Brazil's Bolsonaro fires land rights chief at urging of farm official: sources

Brazil's President Jair Bolsonaro looks on during a signing ceremony of a presidential decree providing federal organisations with free of charge publications by National Press, in Brasilia, Brazil September 30, 2019. REUTERS/Adriano Machado

BRASILIA (Reuters) - Brazil President Jair Bolsonaro has fired the head of the agency responsible for rural land rights at the urging of an official backed by the country's powerful agriculture lobby, two sources told Reuters on Monday.

The agency, known as Incra, is responsible for demarcating land for new farming settlements, often created on remote Brazilian land with no other owner, much of it in the Amazon rainforest.

FILE PHOTO: An aerial view of a tract of Amazon jungle after it was cleared by farmers in Itaituba, Para, Brazil September 26, 2019. REUTERS/Ricardo Moraes

But approvals of new deeds for these properties have virtually ground to a halt in recent years as Brazil's economy went through a deep recession and Incra faced severe budget cuts. The country's agriculture lobby has been pushing for this backlog of requests for new land deeds, some pending for more than a decade, to finally be addressed.

Bolsonaro, who won election by aligning himself closely with farmers, has fired Incra head Joao Carlos Jesus Correa under pressure from Land Issues Secretary Nabhan Garcia at the Agriculture Ministry, two people familiar with the matter said.

All of Incra's directors, who had been appointed by Correa, were also fired, the sources said.

Garcia had been calling for Correa, an active military general, to be fired for months, saying that the agency needed to act more quickly, one of the people said.

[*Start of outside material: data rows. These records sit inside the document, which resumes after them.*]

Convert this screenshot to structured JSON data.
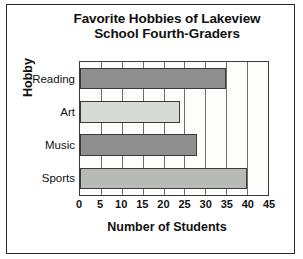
{
  "chart_data": {
    "type": "bar",
    "orientation": "horizontal",
    "title": "Favorite Hobbies of Lakeview School Fourth-Graders",
    "title_line1": "Favorite Hobbies of Lakeview",
    "title_line2": "School Fourth-Graders",
    "xlabel": "Number of Students",
    "ylabel": "Hobby",
    "categories": [
      "Reading",
      "Art",
      "Music",
      "Sports"
    ],
    "values": [
      35,
      24,
      28,
      40
    ],
    "xlim": [
      0,
      45
    ],
    "xticks": [
      0,
      5,
      10,
      15,
      20,
      25,
      30,
      35,
      40,
      45
    ],
    "grid": true,
    "legend": false,
    "bar_colors": [
      "#8f8f8f",
      "#d8dad5",
      "#8f8f8f",
      "#b8bab5"
    ],
    "bars": [
      {
        "category": "Reading",
        "value": 35,
        "color": "#8f8f8f"
      },
      {
        "category": "Art",
        "value": 24,
        "color": "#d8dad5"
      },
      {
        "category": "Music",
        "value": 28,
        "color": "#8f8f8f"
      },
      {
        "category": "Sports",
        "value": 40,
        "color": "#b8bab5"
      }
    ]
  }
}
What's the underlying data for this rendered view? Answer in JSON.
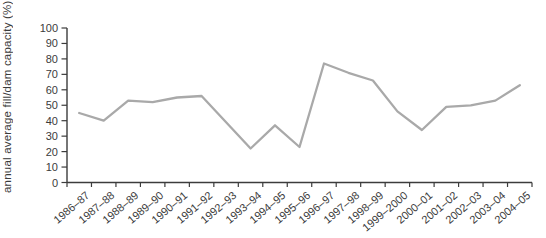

Bolsonaro's official spokesman Otavio Rego Barros declined to confirm Correa's firing, although Barros said the president had met with Garcia and the agriculture minister. The Agriculture Ministry declined to comment on the firing. Correa could not be immediately reached for comment.

Garcia, a former congressman and long-time conservative leader in the farm sector, had initially been tipped to be agriculture minister but was later appointed as land issues secretary, a position newly created under Bolsonaro.

He remains an influential figure within the administration. The head of Brazil's indigenous affairs agency Funai, Franklimberg Ribeiro de Freitas, blamed Garcia for his firing in June. Bolsonaro has sought to open up indigenous reservations to mining and farming.